Today I’m taking shelter in my apartment while a certain Christian music festival rears its ugly head across the street. Fanny-packed crowds flood the streets below while devotional rock blasts through the windows. I shut the shades and find my Rifts box set, selecting the third and possibly gentlest Oneohtrix Point Never album, Russian Mind.
atmospheric
Carl Craig – At Les
It’s been a long time since I’ve written here on Optimistic Underground, and as with every prior hiatus I now feel the need to hammer out some mea culpa before jumping into the music. Today I’m skipping that nonsense. Here’s one of the greatest pieces of electronic dance music I’ve ever heard, a landmark from almost two decades ago that I only discovered this year.
Destroyer – The Laziest River

When I purchased the 2lp edition of Destroyer‘s 2011 pop masterpiece Kaputt, I had no idea that the bonus track promised on side C would slowly become the languid circulatory system of the entire album.
It swims in an embryonic well from which the other tracks drink, all held breath and deep plunge. It’s patient and fragile, and just may comprise twenty of my favorite minutes.
Andy Stott – “Numb”

I can’t stop this ringing in my head.
With new album Luxury Problems, Andy Stott effectively rendered his previous pair of groundbreaking dark techno EPs irrelevant. It takes all of ten seconds for this, the opening track, to signify a giant leap. Siren vocals cut into shards and raining from above, resonating like a Tibetan singing-bowl. A Mariana trench of low-end crunch erupts like a basket of poisonous snakes, twisting through every crack in every direction. It feels like a glass house shattering from the round up, each piece hanging in the air a little too long.
Oneohtrix Point Never – Sand Partina [lost track 1]
In preparation for last week’s Flying Lotus show, a friend and I were having a youtube-off. Exhausting the major albums and creeping toward the dusty corners of his recorded output, we were constantly surprised at b-sides, remixes and otherwise lost tracks which only one of us (a pair of somewhat huge fans) was aware of.
There’s a sublime comfort in peeling up the tiles of artists we know and love, only to find worthy treasure below. I’m trying to replicate that experience with those who will be completely on the same page when I share a given artist.
Sam Hatzaras – 2007-2012

This is fun and fantastic. Psychedelic, hypnagogic, sampledelic. As I said to a friend yesterday: It’s what I listened to when I was in an Ash Ra Tempel mood. Yet actually, thanks to the external memory I can see that I actually said, “I’m in an Ash Ra Tempel kinda mood but this fits perfectly. Even though it’s more like Avalanches.” So there’s that.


- [Description of the task]: Look below for the line containing "Detect the region containing 'woman'.", then write out that line and every line after it to the end, exactly, minus the pictures.

(Given data begins)

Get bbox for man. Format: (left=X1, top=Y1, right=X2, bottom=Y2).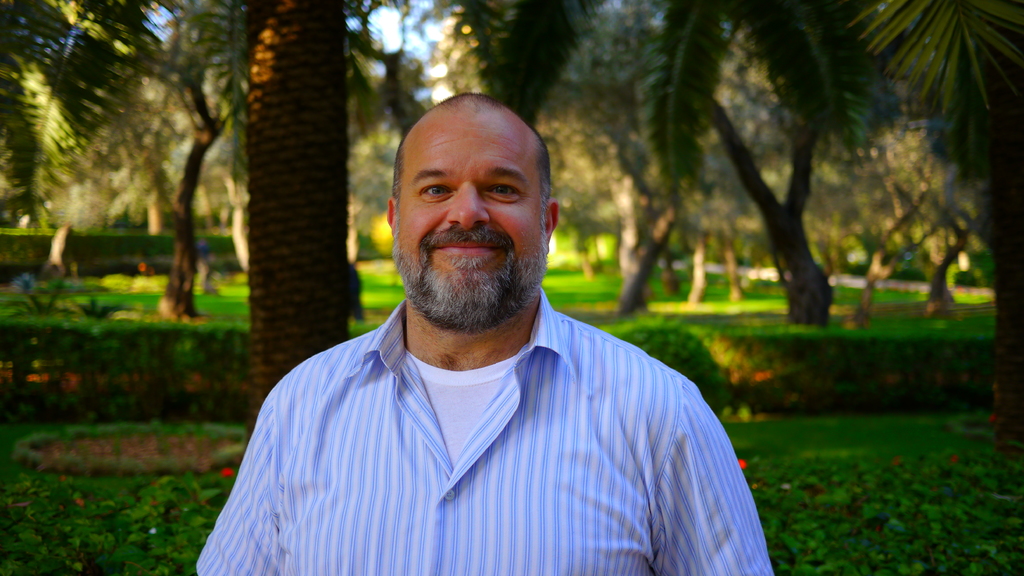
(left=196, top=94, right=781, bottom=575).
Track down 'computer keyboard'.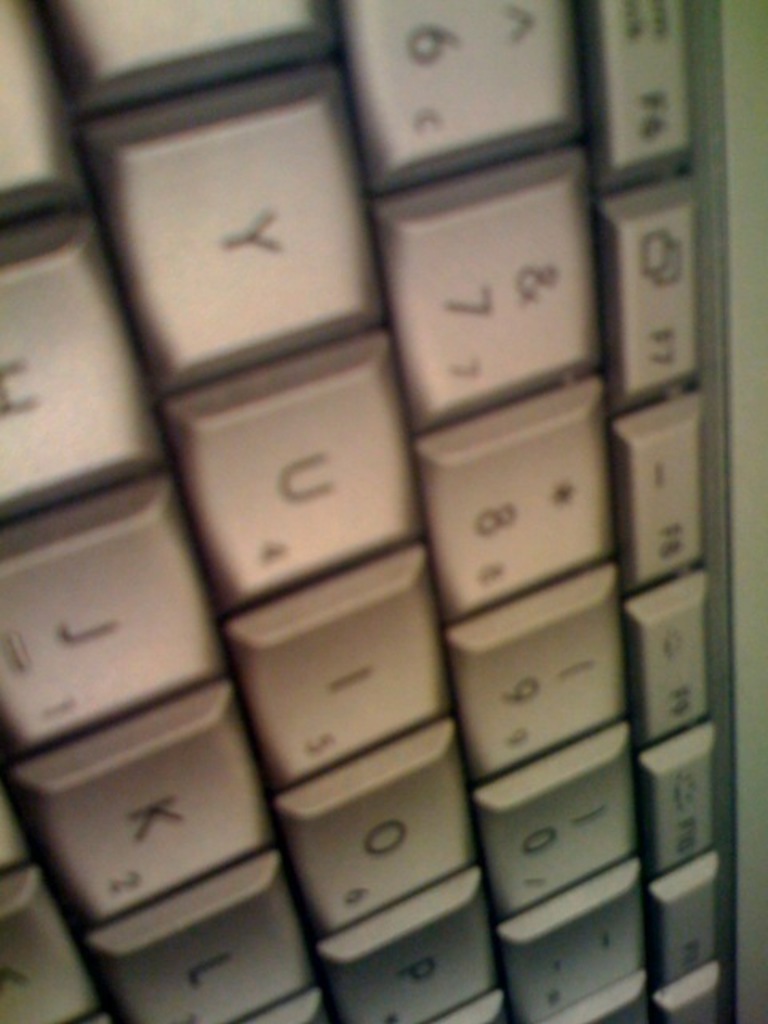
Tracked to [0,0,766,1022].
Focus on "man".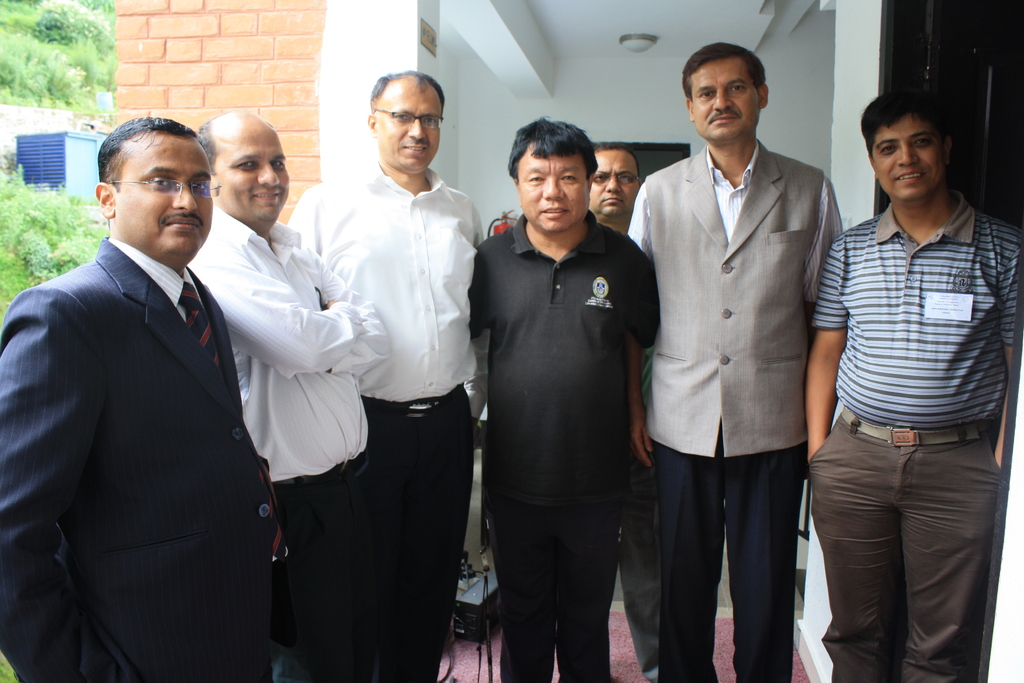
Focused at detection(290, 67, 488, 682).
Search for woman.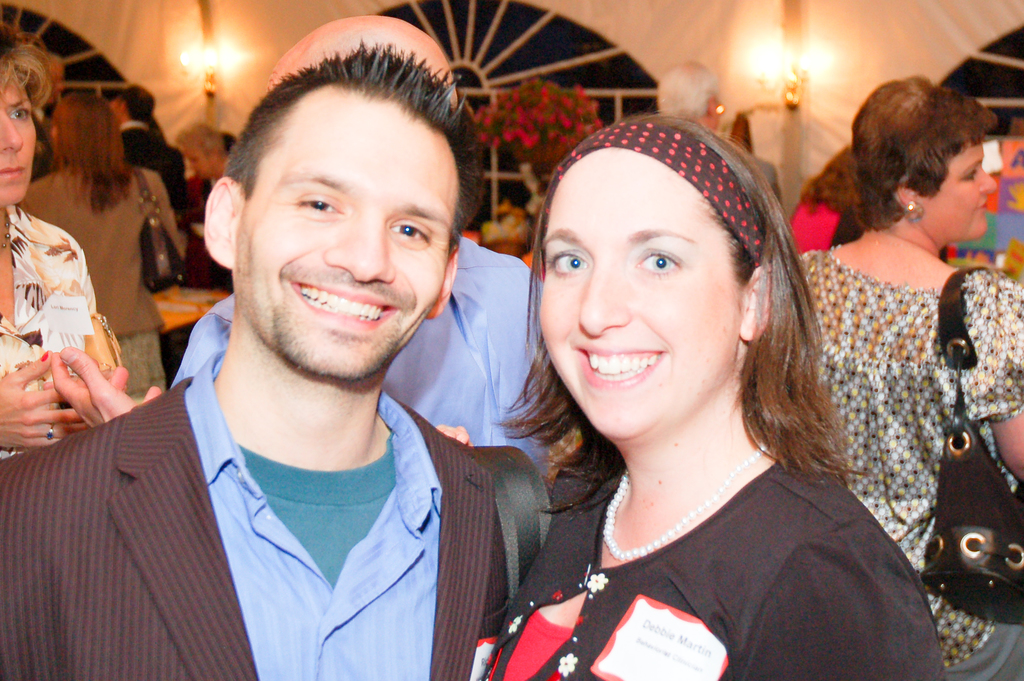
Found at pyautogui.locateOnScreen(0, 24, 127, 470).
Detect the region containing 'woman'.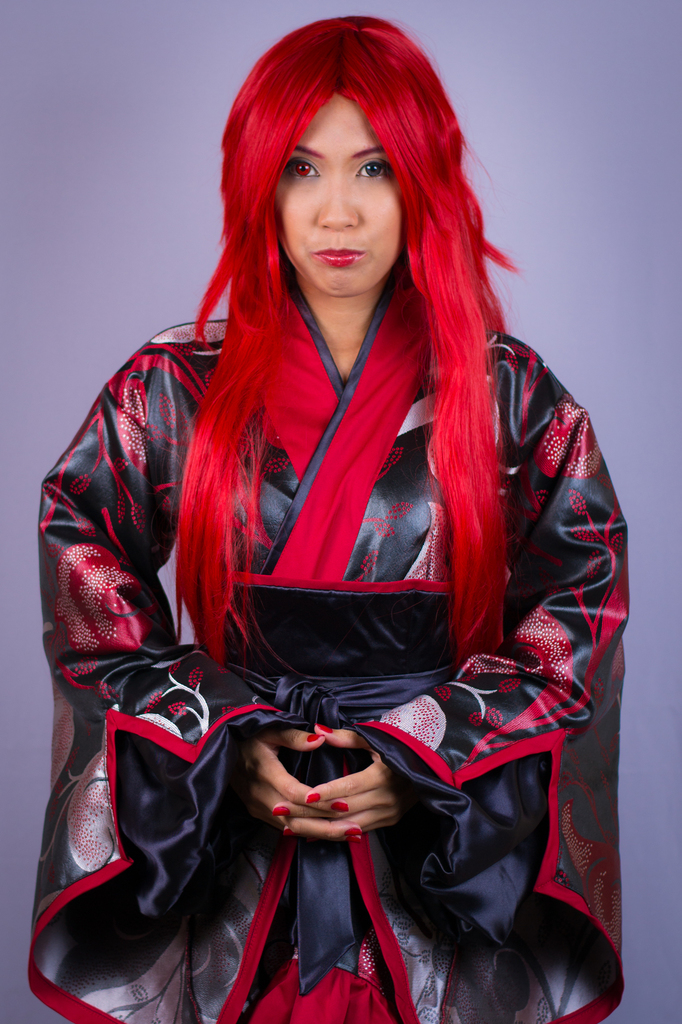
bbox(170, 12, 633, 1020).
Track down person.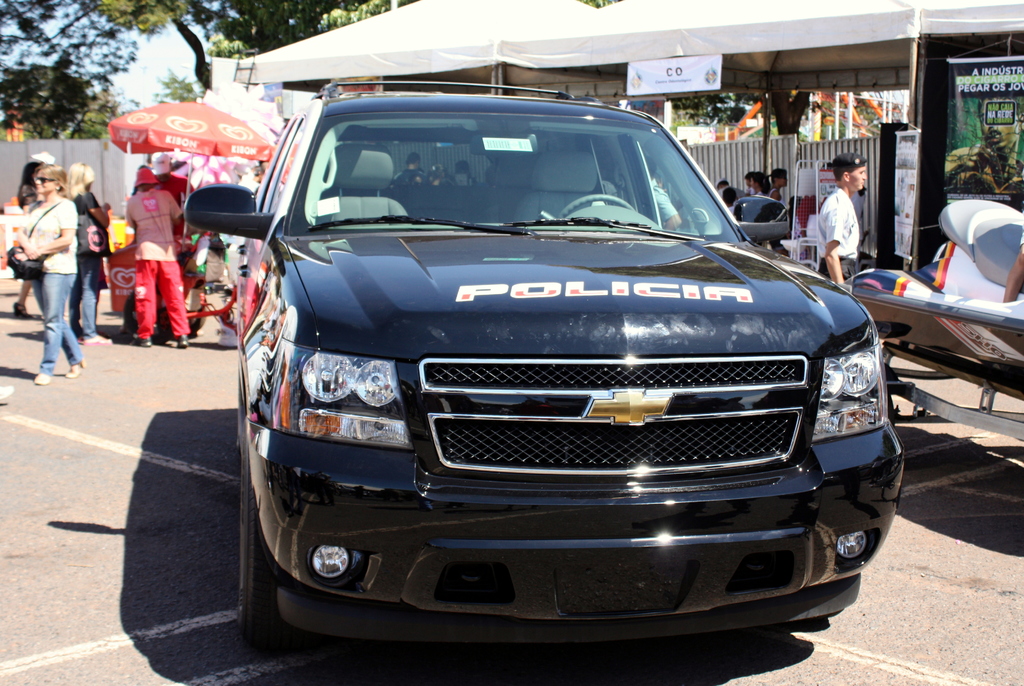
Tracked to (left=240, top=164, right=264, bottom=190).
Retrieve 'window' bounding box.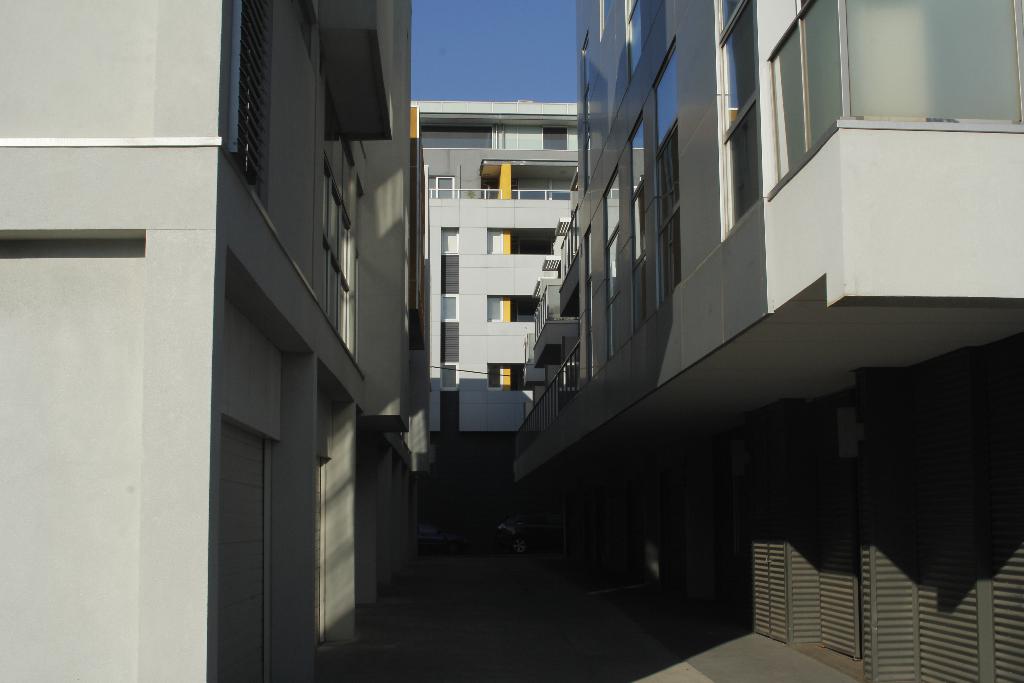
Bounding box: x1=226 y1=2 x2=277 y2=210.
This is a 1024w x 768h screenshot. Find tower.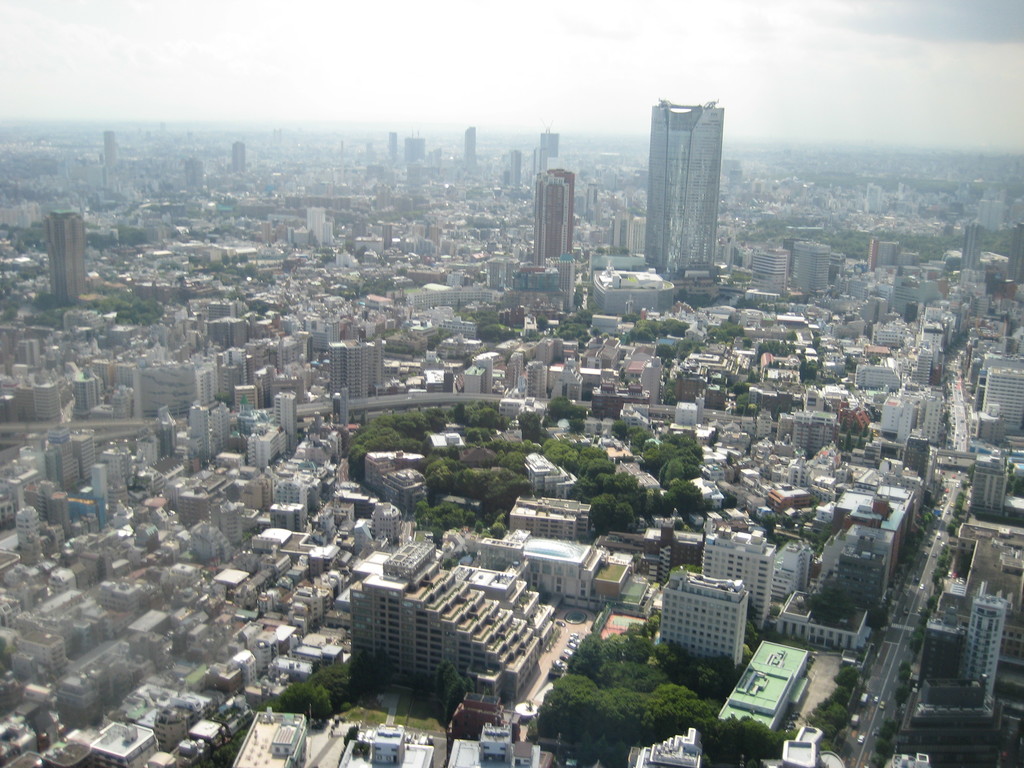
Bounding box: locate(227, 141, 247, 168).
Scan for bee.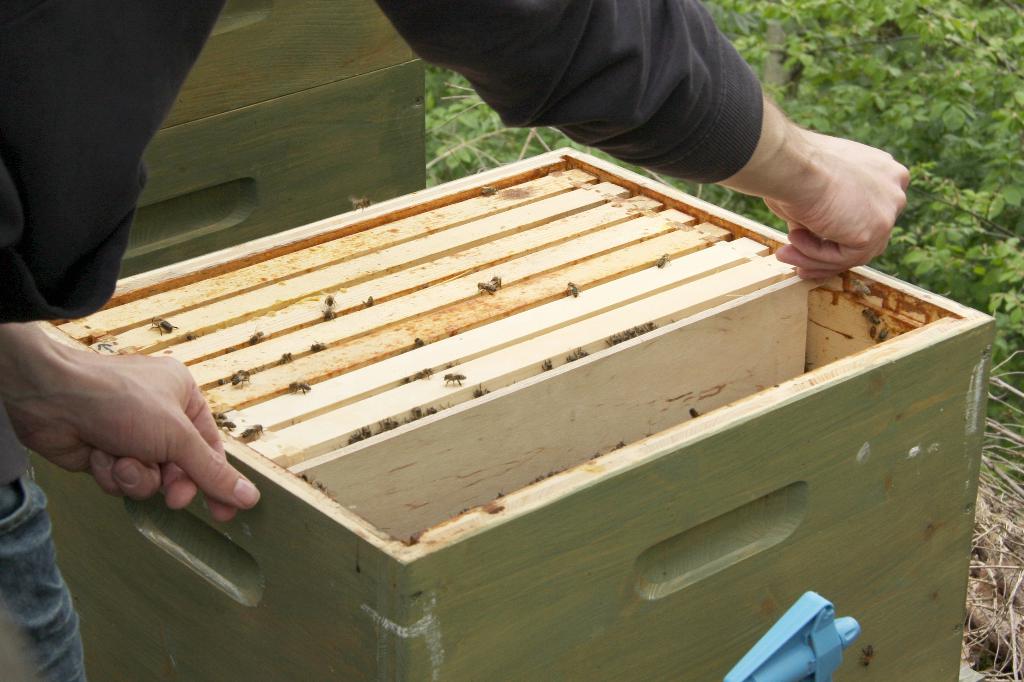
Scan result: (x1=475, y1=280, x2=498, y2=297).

(Given data ends)

- [Exercise solution]:
Detect the region containing 'woman'.
bbox(170, 12, 633, 1020).
Track down person.
Tracked to (left=240, top=164, right=264, bottom=190).
Retrieve 'window' bounding box.
Bounding box: x1=226 y1=2 x2=277 y2=210.
This is a 1024w x 768h screenshot. Find tower.
Bounding box: locate(227, 141, 247, 168).
Scan for bee.
Scan result: (x1=475, y1=280, x2=498, y2=297).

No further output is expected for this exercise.